Microglia are part of the innate immune system, which serves as the body’s first responder to infection. Like many innate immune cells, microglia carry an arsenal of receptors that respond to signals from dead and dying cells, as well as to types of bacteria likely to invade an injury. There is evidence that heat-shock protein, a compound released by injured cells, may trigger a specific receptor on microglia known as Toll-like receptor 4 (TLR-4). Activation of TLR-4 initiates a host of immune responses. One of Weinstein’s research aims is to characterize the role of microglial TLR-4 in the ischemic penumbra. It is possible that an antagonist of this receptor, or a pharmacological blocker of one of the signaling pathways downstream to TLR-4, could moderate the brain’s immune response in stroke and reduce brain injury.

While Moeller and Weinstein focus on the mechanisms of stroke-related brain injury, Murphy studies therapeutics that could be used to moderate inflammation. To speed their research, Murphy and his colleagues focus on existing medications that have already gone through clinical safety trials. They review the medical literature to find drugs with two characteristics: the potential to protect existing neurons from damage during a stroke and to encourage the growth of new neurons after a stroke.

“New neurons are constantly being born in the brain but at a very low rate. When you injure the brain, that rate increases dramatically. So we’re looking for drugs that will promote the development of new neurons,” said Murphy.  He and his team are studying several drugs, including granulocyte colony stimulating factor (G-CSF), progesterone and progesterone metabolites, and histone deacetylase (HDAC) inhibitors.

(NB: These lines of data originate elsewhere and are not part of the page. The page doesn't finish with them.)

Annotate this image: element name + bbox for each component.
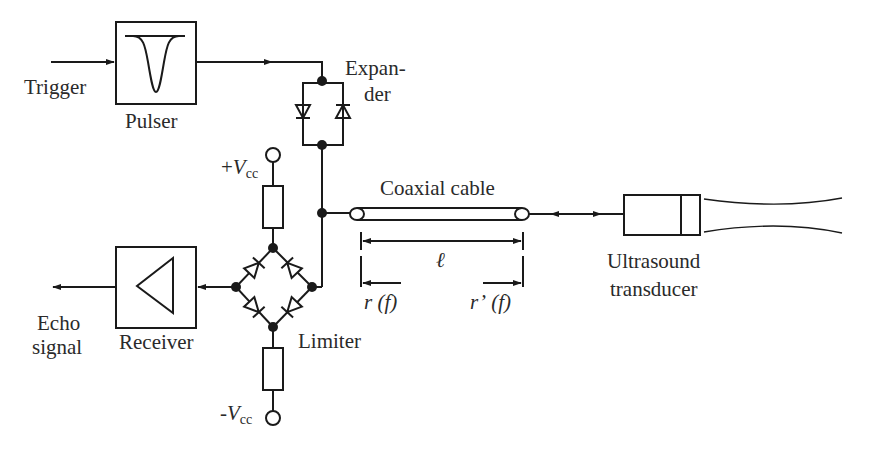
transducer-label-1: Ultrasound xyxy=(607,251,700,272)
reflection-right-label: r’ (f) xyxy=(470,292,511,313)
reflection-left-label: r (f) xyxy=(364,292,397,313)
junction-dots xyxy=(231,76,327,332)
amplifier-icon xyxy=(137,258,173,313)
coaxial-cable-label: Coaxial cable xyxy=(380,178,495,199)
trigger-label: Trigger xyxy=(24,77,86,98)
expander-diodes xyxy=(296,83,350,145)
vcc-positive-label: +Vcc xyxy=(221,157,258,181)
ultrasound-beam xyxy=(704,198,842,233)
pulser-label: Pulser xyxy=(125,111,178,132)
expander-label-2: der xyxy=(364,84,391,105)
circuit-diagram xyxy=(0,0,870,452)
echo-label-2: signal xyxy=(32,337,82,358)
vcc-positive-supply xyxy=(263,148,283,248)
limiter-label: Limiter xyxy=(298,331,361,352)
transducer-label-2: transducer xyxy=(610,279,697,300)
length-label: ℓ xyxy=(436,250,445,271)
expander-label-1: Expan- xyxy=(345,58,406,79)
vcc-negative-supply xyxy=(263,327,283,425)
pulser-output-wire xyxy=(196,62,322,81)
receiver-label: Receiver xyxy=(119,332,194,353)
pulse-icon xyxy=(125,36,185,92)
transducer-icon xyxy=(624,195,700,235)
vcc-negative-label: -Vcc xyxy=(220,403,252,427)
limiter-bridge xyxy=(236,248,312,327)
coaxial-cable xyxy=(350,208,529,220)
receiver-box xyxy=(116,247,196,328)
echo-label-1: Echo xyxy=(37,313,80,334)
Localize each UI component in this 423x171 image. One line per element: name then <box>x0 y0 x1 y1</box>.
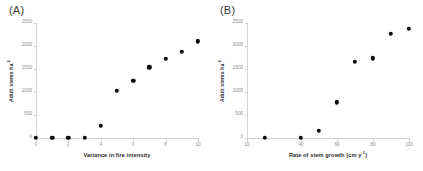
y-tick-label: 1500 <box>12 66 32 71</box>
y-axis-line <box>36 23 37 139</box>
y-tick-label: 1500 <box>223 66 243 71</box>
y-tick-mark <box>245 23 248 24</box>
y-tick-mark <box>245 115 248 116</box>
y-tick-label: 0 <box>223 135 243 140</box>
y-axis-line <box>247 23 248 139</box>
data-point <box>389 32 393 36</box>
data-point <box>99 123 103 127</box>
panel-b-plot-area: 0500100015002000250010406080100Adult ste… <box>211 0 422 171</box>
y-tick-label: 1000 <box>223 89 243 94</box>
data-point <box>131 78 135 82</box>
y-tick-mark <box>34 115 37 116</box>
x-tick-label: 10 <box>237 143 257 148</box>
x-tick-label: 6 <box>123 143 143 148</box>
data-point <box>335 100 339 104</box>
figure-container: (A) 050010001500200025000246810Adult ste… <box>0 0 423 171</box>
x-axis-title: Rate of stem growth (cm y-1) <box>247 152 409 158</box>
data-point <box>353 60 357 64</box>
y-tick-label: 2000 <box>12 43 32 48</box>
y-axis-title: Adult stems ha-1 <box>219 59 225 101</box>
x-tick-label: 60 <box>327 143 347 148</box>
data-point <box>407 26 411 30</box>
y-tick-label: 500 <box>12 112 32 117</box>
data-point <box>196 39 200 43</box>
x-tick-label: 4 <box>91 143 111 148</box>
x-axis-title: Variance in fire intensity <box>36 152 198 158</box>
y-tick-mark <box>34 46 37 47</box>
panel-a-plot-area: 050010001500200025000246810Adult stems h… <box>0 0 211 171</box>
data-point <box>82 136 86 140</box>
y-tick-label: 2500 <box>223 20 243 25</box>
y-tick-mark <box>34 23 37 24</box>
data-point <box>371 56 375 60</box>
data-point <box>163 57 167 61</box>
y-axis-title: Adult stems ha-1 <box>8 59 14 101</box>
data-point <box>50 136 54 140</box>
y-tick-mark <box>34 69 37 70</box>
panel-b: (B) 0500100015002000250010406080100Adult… <box>211 0 422 171</box>
data-point <box>34 136 38 140</box>
y-tick-mark <box>245 46 248 47</box>
x-tick-label: 8 <box>156 143 176 148</box>
data-point <box>317 129 321 133</box>
y-tick-mark <box>245 92 248 93</box>
x-tick-label: 0 <box>26 143 46 148</box>
x-tick-label: 80 <box>363 143 383 148</box>
y-tick-label: 2000 <box>223 43 243 48</box>
panel-a: (A) 050010001500200025000246810Adult ste… <box>0 0 211 171</box>
data-point <box>115 89 119 93</box>
y-tick-label: 1000 <box>12 89 32 94</box>
y-tick-mark <box>34 92 37 93</box>
x-axis-line <box>36 138 199 139</box>
y-tick-label: 0 <box>12 135 32 140</box>
data-point <box>299 136 303 140</box>
x-tick-label: 2 <box>58 143 78 148</box>
y-tick-mark <box>245 69 248 70</box>
x-tick-label: 40 <box>291 143 311 148</box>
y-tick-label: 2500 <box>12 20 32 25</box>
data-point <box>180 49 184 53</box>
x-tick-label: 10 <box>188 143 208 148</box>
x-tick-label: 100 <box>399 143 419 148</box>
data-point <box>147 65 151 69</box>
x-axis-line <box>247 138 410 139</box>
y-tick-label: 500 <box>223 112 243 117</box>
data-point <box>263 136 267 140</box>
data-point <box>66 136 70 140</box>
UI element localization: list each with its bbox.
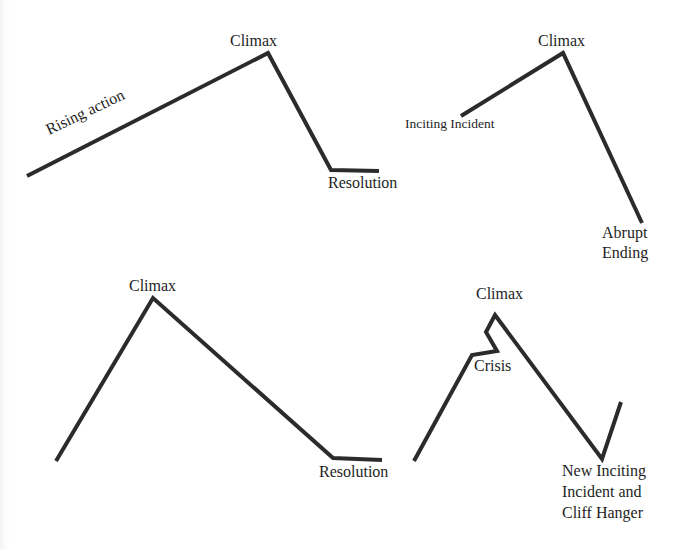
plot-line-steep-rise [56, 298, 382, 461]
label-inciting-incident: Inciting Incident [405, 116, 495, 131]
label-cliff-hanger: Cliff Hanger [562, 504, 644, 522]
label-ending: Ending [602, 244, 648, 262]
panel-abrupt-ending: Inciting Incident Climax Abrupt Ending [405, 32, 648, 262]
panel-crisis-cliffhanger: Climax Crisis New Inciting Incident and … [414, 285, 646, 522]
plot-line-crisis-cliffhanger [414, 315, 621, 461]
label-climax: Climax [230, 32, 277, 49]
label-incident-and: Incident and [562, 483, 642, 500]
panel-steep-rise: Climax Resolution [56, 277, 388, 480]
label-resolution: Resolution [328, 174, 397, 191]
plot-structure-diagrams: Rising action Climax Resolution Inciting… [0, 0, 690, 549]
label-abrupt: Abrupt [602, 224, 648, 242]
panel-classic-arc: Rising action Climax Resolution [27, 32, 397, 191]
label-climax: Climax [129, 277, 176, 294]
diagram-page: Rising action Climax Resolution Inciting… [0, 0, 690, 549]
plot-line-abrupt-ending [461, 53, 642, 223]
label-new-inciting: New Inciting [562, 462, 646, 480]
label-crisis: Crisis [474, 357, 511, 374]
label-climax: Climax [538, 32, 585, 49]
label-climax: Climax [476, 285, 523, 302]
label-resolution: Resolution [319, 463, 388, 480]
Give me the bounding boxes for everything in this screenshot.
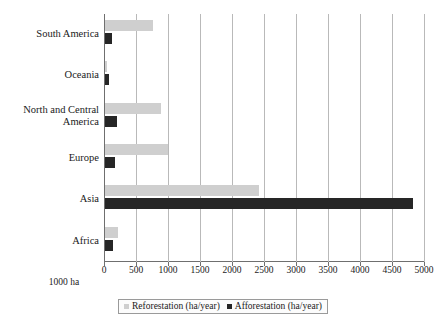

G-CSF is a drug approved for use in persons preparing to become bone marrow donors because it promotes the proliferation of stem cells within the bone marrow. Some research indicates that in the brain G-CSF could stimulate progenitor cells that would develop into neurons. Progenitor cells can develop to replace specific types of cells lost to natural turnover or injury, although they are more restricted in their development and capabilities than stem cells. Clinical trials are currently underway to test the use of G-CSF in treating stroke and heart attack.

Progesterone is very neuroprotective. If you give male mice progesterone following a stroke injury, they do better than their counterparts who did not receive progesterone, according to Murphy. Research is underway to understand if it’s progesterone itself, or a product of progesterone metabolism, or some combination of those two that is beneficial.  A clinical trial in the U.S. is currently testing the use of progesterone to treat persons with brain injuries.

HDAC inhibitors, a new category of drug, are now being used in treating certain cancers. These compounds appear to cause cell death in undifferentiated cells that are rapidly dividing, such as cancers, but also protect cells that are already differentiated. They also appear to promote the differentiation of progenitor cells in the brain to become neurons.

Clinical trials of these drugs are all focused on adults, as is much of stroke research. However, the amount of pediatric stroke research is growing, according to Weinstein. In addition, progress in stroke therapies for adults will also benefit infants and children.

“There’s a large overlap between the molecular targets in managing stroke in adults and in children,” he said.